--- WHAT YOU NEED TO DO ---
Repeat the entries exactly as they appear.

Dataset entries
>>>
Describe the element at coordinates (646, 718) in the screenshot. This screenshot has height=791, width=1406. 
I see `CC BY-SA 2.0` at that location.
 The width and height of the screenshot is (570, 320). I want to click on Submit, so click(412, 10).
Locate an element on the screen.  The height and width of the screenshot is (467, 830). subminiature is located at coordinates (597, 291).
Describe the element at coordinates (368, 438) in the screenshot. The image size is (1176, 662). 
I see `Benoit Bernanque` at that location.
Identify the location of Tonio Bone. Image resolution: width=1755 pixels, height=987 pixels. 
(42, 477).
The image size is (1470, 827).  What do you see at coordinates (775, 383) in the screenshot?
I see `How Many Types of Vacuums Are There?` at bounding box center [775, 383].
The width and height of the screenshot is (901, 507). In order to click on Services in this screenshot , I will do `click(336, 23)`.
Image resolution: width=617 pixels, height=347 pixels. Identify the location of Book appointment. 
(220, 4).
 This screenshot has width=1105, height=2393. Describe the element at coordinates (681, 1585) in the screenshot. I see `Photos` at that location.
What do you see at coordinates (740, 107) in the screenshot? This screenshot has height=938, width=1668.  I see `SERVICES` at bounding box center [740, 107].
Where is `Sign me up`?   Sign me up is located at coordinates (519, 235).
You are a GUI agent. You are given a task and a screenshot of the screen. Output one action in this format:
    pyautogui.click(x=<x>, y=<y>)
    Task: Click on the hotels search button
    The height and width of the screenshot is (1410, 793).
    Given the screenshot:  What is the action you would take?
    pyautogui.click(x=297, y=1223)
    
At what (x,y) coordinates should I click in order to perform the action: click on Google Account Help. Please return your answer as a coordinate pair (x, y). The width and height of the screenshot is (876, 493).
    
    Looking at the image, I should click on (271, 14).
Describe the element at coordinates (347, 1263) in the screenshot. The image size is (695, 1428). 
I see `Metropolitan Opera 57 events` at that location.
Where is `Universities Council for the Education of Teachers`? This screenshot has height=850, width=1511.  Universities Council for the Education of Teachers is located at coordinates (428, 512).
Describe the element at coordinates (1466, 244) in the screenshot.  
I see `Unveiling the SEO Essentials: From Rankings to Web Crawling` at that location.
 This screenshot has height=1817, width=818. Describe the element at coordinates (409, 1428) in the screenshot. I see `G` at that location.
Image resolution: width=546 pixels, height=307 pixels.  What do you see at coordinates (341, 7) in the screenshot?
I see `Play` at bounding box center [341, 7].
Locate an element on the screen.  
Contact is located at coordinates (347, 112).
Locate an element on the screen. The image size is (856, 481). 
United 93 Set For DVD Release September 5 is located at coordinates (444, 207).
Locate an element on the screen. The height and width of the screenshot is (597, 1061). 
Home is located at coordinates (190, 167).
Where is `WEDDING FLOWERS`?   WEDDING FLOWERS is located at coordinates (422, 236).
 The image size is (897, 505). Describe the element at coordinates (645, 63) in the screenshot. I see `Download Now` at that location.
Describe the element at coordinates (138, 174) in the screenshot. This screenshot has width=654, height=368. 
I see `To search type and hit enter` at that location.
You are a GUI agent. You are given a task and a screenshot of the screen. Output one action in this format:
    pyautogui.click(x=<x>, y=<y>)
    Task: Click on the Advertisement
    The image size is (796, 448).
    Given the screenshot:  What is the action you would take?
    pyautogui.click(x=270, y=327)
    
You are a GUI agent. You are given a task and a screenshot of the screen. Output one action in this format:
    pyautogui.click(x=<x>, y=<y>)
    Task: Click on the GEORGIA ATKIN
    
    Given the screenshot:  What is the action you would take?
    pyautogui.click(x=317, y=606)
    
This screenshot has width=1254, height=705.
<<<
--- TASK RESULT ---
Describe the element at coordinates (646, 718) in the screenshot. This screenshot has height=791, width=1406. 
I see `CC BY-SA 2.0` at that location.
 The width and height of the screenshot is (570, 320). I want to click on Submit, so click(412, 10).
Locate an element on the screen.  The height and width of the screenshot is (467, 830). subminiature is located at coordinates (597, 291).
Describe the element at coordinates (368, 438) in the screenshot. The image size is (1176, 662). 
I see `Benoit Bernanque` at that location.
Identify the location of Tonio Bone. Image resolution: width=1755 pixels, height=987 pixels. 
(42, 477).
The image size is (1470, 827).  What do you see at coordinates (775, 383) in the screenshot?
I see `How Many Types of Vacuums Are There?` at bounding box center [775, 383].
The width and height of the screenshot is (901, 507). In order to click on Services in this screenshot , I will do `click(336, 23)`.
Image resolution: width=617 pixels, height=347 pixels. Identify the location of Book appointment. 
(220, 4).
 This screenshot has width=1105, height=2393. Describe the element at coordinates (681, 1585) in the screenshot. I see `Photos` at that location.
What do you see at coordinates (740, 107) in the screenshot? This screenshot has height=938, width=1668.  I see `SERVICES` at bounding box center [740, 107].
Where is `Sign me up`?   Sign me up is located at coordinates (519, 235).
You are a GUI agent. You are given a task and a screenshot of the screen. Output one action in this format:
    pyautogui.click(x=<x>, y=<y>)
    Task: Click on the hotels search button
    The height and width of the screenshot is (1410, 793).
    Given the screenshot:  What is the action you would take?
    pyautogui.click(x=297, y=1223)
    
At what (x,y) coordinates should I click in order to perform the action: click on Google Account Help. Please return your answer as a coordinate pair (x, y). The width and height of the screenshot is (876, 493).
    
    Looking at the image, I should click on (271, 14).
Describe the element at coordinates (347, 1263) in the screenshot. The image size is (695, 1428). 
I see `Metropolitan Opera 57 events` at that location.
Where is `Universities Council for the Education of Teachers`? This screenshot has height=850, width=1511.  Universities Council for the Education of Teachers is located at coordinates (428, 512).
Describe the element at coordinates (1466, 244) in the screenshot.  
I see `Unveiling the SEO Essentials: From Rankings to Web Crawling` at that location.
 This screenshot has height=1817, width=818. Describe the element at coordinates (409, 1428) in the screenshot. I see `G` at that location.
Image resolution: width=546 pixels, height=307 pixels.  What do you see at coordinates (341, 7) in the screenshot?
I see `Play` at bounding box center [341, 7].
Locate an element on the screen.  
Contact is located at coordinates (347, 112).
Locate an element on the screen. The image size is (856, 481). 
United 93 Set For DVD Release September 5 is located at coordinates (444, 207).
Locate an element on the screen. The height and width of the screenshot is (597, 1061). 
Home is located at coordinates (190, 167).
Where is `WEDDING FLOWERS`?   WEDDING FLOWERS is located at coordinates (422, 236).
 The image size is (897, 505). Describe the element at coordinates (645, 63) in the screenshot. I see `Download Now` at that location.
Describe the element at coordinates (138, 174) in the screenshot. This screenshot has width=654, height=368. 
I see `To search type and hit enter` at that location.
You are a GUI agent. You are given a task and a screenshot of the screen. Output one action in this format:
    pyautogui.click(x=<x>, y=<y>)
    Task: Click on the Advertisement
    The image size is (796, 448).
    Given the screenshot:  What is the action you would take?
    pyautogui.click(x=270, y=327)
    
You are a GUI agent. You are given a task and a screenshot of the screen. Output one action in this format:
    pyautogui.click(x=<x>, y=<y>)
    Task: Click on the GEORGIA ATKIN
    
    Given the screenshot:  What is the action you would take?
    pyautogui.click(x=317, y=606)
    
This screenshot has width=1254, height=705.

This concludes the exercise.